The U.S. government has announced it seized about $2 million in cryptocurrency from terrorist groups, using sophisticated blockchain analysis techniques to pierce the anonymity of bitcoin and Ether transactions.
Federal authorities also covertly operated a website to receive bitcoin donations as part of an investigation that resulted in the largest ever seizure of cryptocurrency assets related to terrorism financing.
Investigators infiltrated the financing operations of Al Qaeda and Hamas’s paramilitary arm, the Al Qassam Brigades, obtaining court orders to forfeit about 300 cryptocurrency wallets held by banklike institutions.
The government also said it dismantled a COVID-19 fraud scheme to raise money for ISIS by selling N95 face masks.
“Today’s actions deprive Hamas, Al Qaeda and ISIS of millions of dollars they solicited to buy weapons and train terrorists,” said John Demers, the assistant attorney general for the Justice Department’s National Security Division. “By raising cryptocurrency on social media, these terrorists tried to bring terrorist financing into the current age.”
Both bitcoin and Ether offer anonymity to users, with each transaction referenced in the blockchain ledger by a complex series of numbers and letters. According to the government, criminals have also looked for ways to “make their transactions even more anonymous.”
But in an affidavit, IRS Special Agent Jonathan Gebhart said analyzing the blockchain “can sometimes lead to the identification of both the owner of an address and any other accounts controlled by the same individual.”
For the investigations of Hamas and Al Qaeda, agents worked with blockchain analysis experts at Chainalysis, using software that looks for “clusters” of transactions to identify bitcoin possessed by the same individual.
In the case of an account beginning with 17QAW that was used to solicit donations to Hamas, they clustered it with 10 other addresses, eventually tracing at least one transaction to a Turkish national who operated an unlicensed money transmitting business.
“While these individuals believe they operate anonymously in the digital space, we have the skill and resolve to find, fix and prosecute these actors under the full extent of the law,” said Michael Sherwin, Acting U.S. Attorney for the District of Columbia.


■ **What you have to do**:
Wherever the word "bounding" occurs in the listing below, copy that whole line.

■ **Entries shown**:

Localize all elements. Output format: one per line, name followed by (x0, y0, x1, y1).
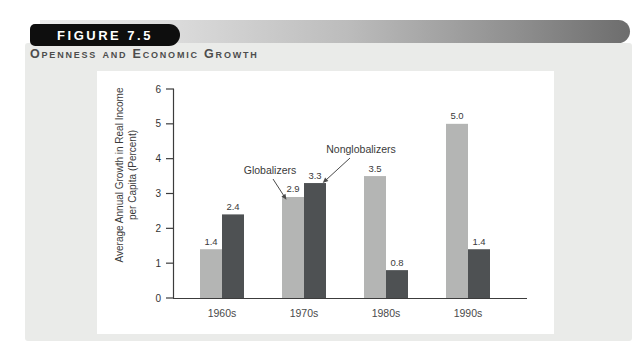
x-axis-label-1960s: 1960s (208, 307, 237, 319)
bar-nonglobalizers-1970s (304, 183, 326, 298)
y-tick-label: 3 (155, 188, 161, 199)
y-tick-label: 5 (155, 118, 161, 129)
bar-nonglobalizers-1990s (468, 249, 490, 298)
figure-page: FIGURE 7.5 Openness and Economic Growth … (0, 0, 642, 347)
y-tick-label: 1 (155, 258, 161, 269)
figure-subtitle: Openness and Economic Growth (30, 47, 259, 61)
value-label: 2.4 (226, 201, 239, 212)
value-label: 1.4 (472, 236, 485, 247)
value-label: 2.9 (286, 183, 299, 194)
annotation-globalizers: Globalizers (244, 164, 297, 176)
y-tick-label: 0 (155, 293, 161, 304)
bar-globalizers-1980s (364, 176, 386, 298)
x-axis-label-1990s: 1990s (454, 307, 483, 319)
x-axis-label-1980s: 1980s (372, 307, 401, 319)
annotation-nonglobalizers: Nonglobalizers (326, 143, 395, 155)
bar-nonglobalizers-1980s (386, 270, 408, 298)
bar-nonglobalizers-1960s (222, 214, 244, 298)
annotation-arrow-line (326, 158, 350, 180)
bar-globalizers-1970s (282, 197, 304, 298)
y-axis-title: Average Annual Growth in Real Incomeper … (114, 87, 138, 262)
value-label: 3.3 (308, 170, 321, 181)
figure-badge-label: FIGURE 7.5 (57, 28, 153, 43)
value-label: 0.8 (390, 257, 403, 268)
bar-chart: 01234561.42.93.55.02.43.30.81.41960s1970… (97, 71, 554, 334)
value-label: 5.0 (450, 110, 463, 121)
y-tick-label: 6 (155, 84, 161, 95)
figure-badge: FIGURE 7.5 (30, 24, 180, 46)
chart-panel: 01234561.42.93.55.02.43.30.81.41960s1970… (97, 71, 554, 334)
y-tick-label: 2 (155, 223, 161, 234)
x-axis-label-1970s: 1970s (290, 307, 319, 319)
y-tick-label: 4 (155, 153, 161, 164)
annotation-arrow-line (273, 179, 284, 196)
value-label: 1.4 (204, 236, 217, 247)
value-label: 3.5 (368, 163, 381, 174)
bar-globalizers-1990s (446, 124, 468, 298)
bar-globalizers-1960s (200, 249, 222, 298)
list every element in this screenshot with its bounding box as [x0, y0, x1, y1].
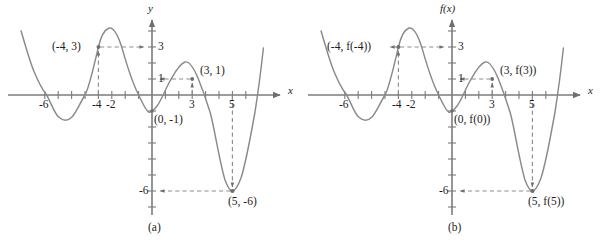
y-tick-label-1-b: 1: [458, 73, 464, 85]
point-label-3-b: (3, f(3)): [500, 65, 536, 77]
panel-caption-b: (b): [448, 222, 461, 234]
y-tick-label-3-b: 3: [458, 41, 464, 53]
y-axis-label-b: f(x): [440, 3, 455, 14]
x-tick-label-neg2-b: -2: [406, 99, 416, 111]
point-label-3-1-a: (3, 1): [200, 65, 225, 77]
point-label-neg4-3-a: (-4, 3): [52, 41, 81, 53]
point-label-5-neg6-a: (5, -6): [228, 196, 257, 208]
point-marker-3-1-a: [190, 77, 194, 81]
x-tick-label-neg4-a: -4: [92, 99, 102, 111]
point-marker-3-b: [490, 77, 494, 81]
point-marker-5-b: [530, 189, 534, 193]
point-marker-neg4-3-a: [97, 45, 101, 49]
point-label-5-b: (5, f(5)): [528, 196, 564, 208]
x-tick-label-neg6-b: -6: [339, 99, 349, 111]
x-axis-label-a: x: [288, 85, 293, 96]
point-marker-neg4-b: [397, 45, 401, 49]
x-axis-label-b: x: [588, 85, 593, 96]
y-tick-label-3-a: 3: [158, 41, 164, 53]
x-tick-label-neg2-a: -2: [106, 99, 116, 111]
x-tick-label-neg4-b: -4: [392, 99, 402, 111]
x-tick-label-neg6-a: -6: [39, 99, 49, 111]
panel-a: x y -6 -4 -2 3 5 3 1 -6 (-4, 3) (3, 1) (…: [0, 0, 300, 244]
point-label-0-neg1-a: (0, -1): [154, 114, 183, 126]
y-axis-label-a: y: [148, 3, 153, 14]
x-tick-label-5-a: 5: [229, 99, 235, 111]
x-tick-label-3-b: 3: [489, 99, 495, 111]
y-tick-label-neg6-b: -6: [439, 185, 449, 197]
panel-b: x f(x) -6 -4 -2 3 5 3 1 -6 (-4, f(-4)) (…: [300, 0, 600, 244]
y-tick-label-1-a: 1: [158, 73, 164, 85]
point-label-neg4-b: (-4, f(-4)): [327, 41, 371, 53]
point-marker-5-neg6-a: [230, 189, 234, 193]
y-tick-label-neg6-a: -6: [139, 185, 149, 197]
figure-container: x y -6 -4 -2 3 5 3 1 -6 (-4, 3) (3, 1) (…: [0, 0, 601, 244]
point-label-0-b: (0, f(0)): [454, 114, 490, 126]
panel-caption-a: (a): [148, 222, 161, 234]
x-tick-label-5-b: 5: [529, 99, 535, 111]
x-tick-label-3-a: 3: [189, 99, 195, 111]
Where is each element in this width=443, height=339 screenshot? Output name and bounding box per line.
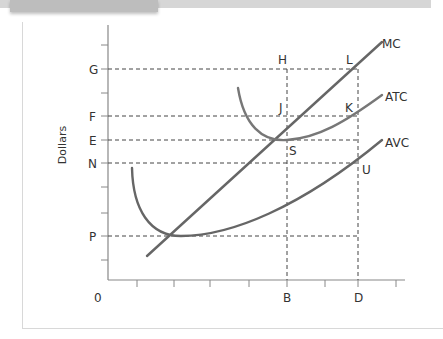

■ **Finished exercise**:
list every element in this screenshot with its bounding box as [x0, y0, x1, y1].
Where is each element in this width=443, height=339 screenshot? Output name and bounding box per line.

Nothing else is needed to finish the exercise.